The STOXX Europe 600 gapped down 0.74% on open and extended its slide to 2.26% by late European morning, with all sectors in red territory. The pan-European benchmark's 4.4% plunge since Monday's peak marks the biggest three-day loss from its highest levels since early November to its lowest levels since December 2016. Technically, the index completed, subject to a close confirmation, an H&S continuation pattern since mid-October, bearish in a downtrend. Even more worryingly, it is signaling the end of a return move to a massive H&S top reversal since May 2017.
In the earlier Asian session, Hong Kong’s Hang Seng tumbled 2.47% after Huawei's CFO Meng Wanzhou was arrested by Canadian authorities on Saturday. The daughter of the Chinese smartphone and IT giant's founder faces extradition to the US, on allegations she violated US sanctions against Iran. The move threatens to end the current US-Sino trade ceasefire, re-initing fears over the strained negotiations between the two countries, and can therefore explain the US equity futures selloff.
Global Financial Affairs
Adding to triggers for the US futures plunge was the downbeat economic outlook posted by Bank of Japan's Governor Haruhiko Kuroda, who warned economic risks from abroad could be severe.

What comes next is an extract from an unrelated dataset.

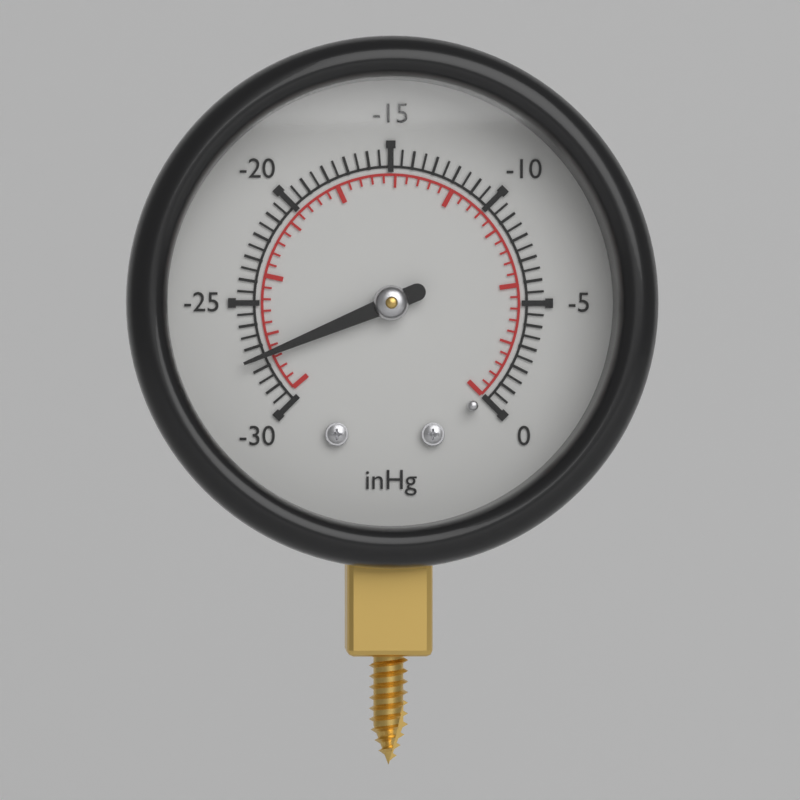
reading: -27.5 inHg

Kuroda's remarks compounded the Federal Reserve’s Beige Book report, which showed fading optimism over growth prospects at US firms, even as most districts continued to report a modest expansion.
The general risk-off tone increased demand for US Treasurys, pushing the yield on 10-year notes below 2.9%. Ten-year yields reached the lowest level in almost three months upon paring most of today's decline, which brings them yet nearer to 2-year rates, underpinning worries that a yield curve inversion may soon herald an economic downturn.
Technically, today’s trading may be forming a bullish hammer, upon reaching the uptrend line since March—when the trade war started.
The dollar rebounded from earlier losses, despite the USD-negative equity selloff and a potential move by the EU to increase the use of the euro in the energy field, to become less dependent on the dollar.
The pound slipped lower as UK Prime Minister Theresa May sought a compromise to avoid a crushing defeat on her Brexit deal in a critical vote in Parliament next week. Should prices drop another half percentage point, cable will hit its lowest level in 18 months.
Oil fell below $52 as the much-anticipated OPEC summit kicked off in Vienna this morning, with production cuts at the top of the group's agenda. Technically, the price completed an H&S top reversal on the hourly chart, suggesting prices will retest the $50 psychological level.